Michigan’s Department of Insurance and Financial Services (DIFS) will run on a $79.4mn budget in the 2025-2026 fiscal year, according to an Oct. 2 analysis of the state’s omnibus appropriation bill.

The figure represents a $785,000 funding bump, a pivot from earlier drafts that carved millions out of the department’s spending.

The bill layers in $330,000 for attorney general services, citing heavier civil and criminal caseloads tied to regulator referrals. Lawmakers also approved a $995,000 economic adjustment.

Two one-off items were stripped out: $500,000 that previously funded an auto insurance study and a consumer outreach campaign.

This climb-down from steep cuts follows months of negotiation.
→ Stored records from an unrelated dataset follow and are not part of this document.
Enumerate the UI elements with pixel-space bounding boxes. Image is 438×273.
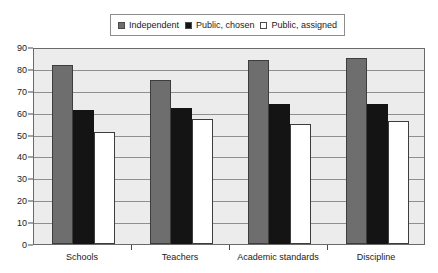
legend-swatch-icon xyxy=(185,22,192,29)
legend-swatch-icon xyxy=(118,22,125,29)
y-axis-tick-label: 30 xyxy=(17,175,27,184)
bar[interactable] xyxy=(290,124,311,244)
legend-entry[interactable]: Public, chosen xyxy=(185,21,255,30)
bar[interactable] xyxy=(248,60,269,244)
bar[interactable] xyxy=(346,58,367,244)
y-axis-tick-label: 70 xyxy=(17,87,27,96)
y-axis-tick-label: 40 xyxy=(17,153,27,162)
y-axis-tick-label: 10 xyxy=(17,219,27,228)
bar[interactable] xyxy=(367,104,388,244)
bar[interactable] xyxy=(192,119,213,244)
bar[interactable] xyxy=(269,104,290,244)
chart-legend: IndependentPublic, chosenPublic, assigne… xyxy=(110,14,345,36)
y-axis-tick-label: 20 xyxy=(17,197,27,206)
legend-label: Independent xyxy=(129,21,179,30)
bar[interactable] xyxy=(171,108,192,244)
plot-area xyxy=(33,48,425,245)
x-axis: SchoolsTeachersAcademic standardsDiscipl… xyxy=(33,245,425,273)
x-axis-tick-mark xyxy=(229,245,230,250)
y-axis-tick-label: 50 xyxy=(17,131,27,140)
bar[interactable] xyxy=(52,65,73,244)
y-axis-tick-label: 0 xyxy=(22,241,27,250)
bar[interactable] xyxy=(73,110,94,244)
legend-swatch-icon xyxy=(260,22,267,29)
y-axis-tick-label: 80 xyxy=(17,65,27,74)
bar-group xyxy=(230,49,328,244)
x-axis-category-label: Schools xyxy=(66,253,98,262)
legend-entry[interactable]: Public, assigned xyxy=(260,21,337,30)
legend-label: Public, chosen xyxy=(196,21,255,30)
bar-group xyxy=(132,49,230,244)
y-axis-tick-label: 90 xyxy=(17,44,27,53)
bar[interactable] xyxy=(94,132,115,244)
x-axis-category-label: Teachers xyxy=(162,253,199,262)
y-axis-tick-label: 60 xyxy=(17,109,27,118)
x-axis-category-label: Academic standards xyxy=(237,253,319,262)
bar[interactable] xyxy=(150,80,171,244)
legend-entry[interactable]: Independent xyxy=(118,21,179,30)
y-axis: 0102030405060708090 xyxy=(0,48,33,245)
x-axis-tick-mark xyxy=(131,245,132,250)
bar[interactable] xyxy=(388,121,409,244)
legend-label: Public, assigned xyxy=(271,21,337,30)
bars-layer xyxy=(34,49,424,244)
x-axis-tick-mark xyxy=(327,245,328,250)
x-axis-category-label: Discipline xyxy=(357,253,396,262)
bar-group xyxy=(34,49,132,244)
bar-group xyxy=(328,49,426,244)
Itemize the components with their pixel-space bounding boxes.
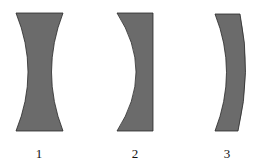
lens-3-meniscus bbox=[215, 14, 246, 131]
lens-3-label: 3 bbox=[224, 146, 231, 161]
lens-2-plano-concave bbox=[117, 13, 153, 131]
lens-2-label: 2 bbox=[132, 146, 139, 161]
lens-1-label: 1 bbox=[36, 146, 43, 161]
lens-1-biconcave bbox=[16, 13, 63, 131]
lens-diagram: 1 2 3 bbox=[0, 0, 258, 165]
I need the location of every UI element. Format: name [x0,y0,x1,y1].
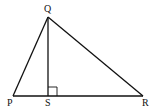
side-pq [13,17,48,96]
triangle-diagram: Q P S R [0,0,159,108]
side-qr [48,17,143,96]
right-angle-marker [48,87,57,96]
vertex-label-q: Q [44,3,52,14]
vertex-label-r: R [142,97,149,108]
vertex-label-s: S [45,97,51,108]
vertex-label-p: P [7,97,13,108]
The House’s first plan would have stripped $5.2mn from the regulator, a move DIFS Director Anita Fox warned would “undermine” the agency’s mission. Senate leadership floated a milder $569,800 reduction, while the governor pitched a $1.6mn increase.

House Republicans framed their budget as a 3.7% pullback in spending compared with the current year. That position eventually gave way, leaving DIFS with more cash, not less.

The department’s financial base barely touches general fund dollars. Nearly all of its budget—98% in 2024-2025—came from fees and fines, a trend consistent across recent cycles.

Which means lawmakers can debate cuts all they want, but the regulator’s funding stream is tied far more to the industries it polices than to tax revenues.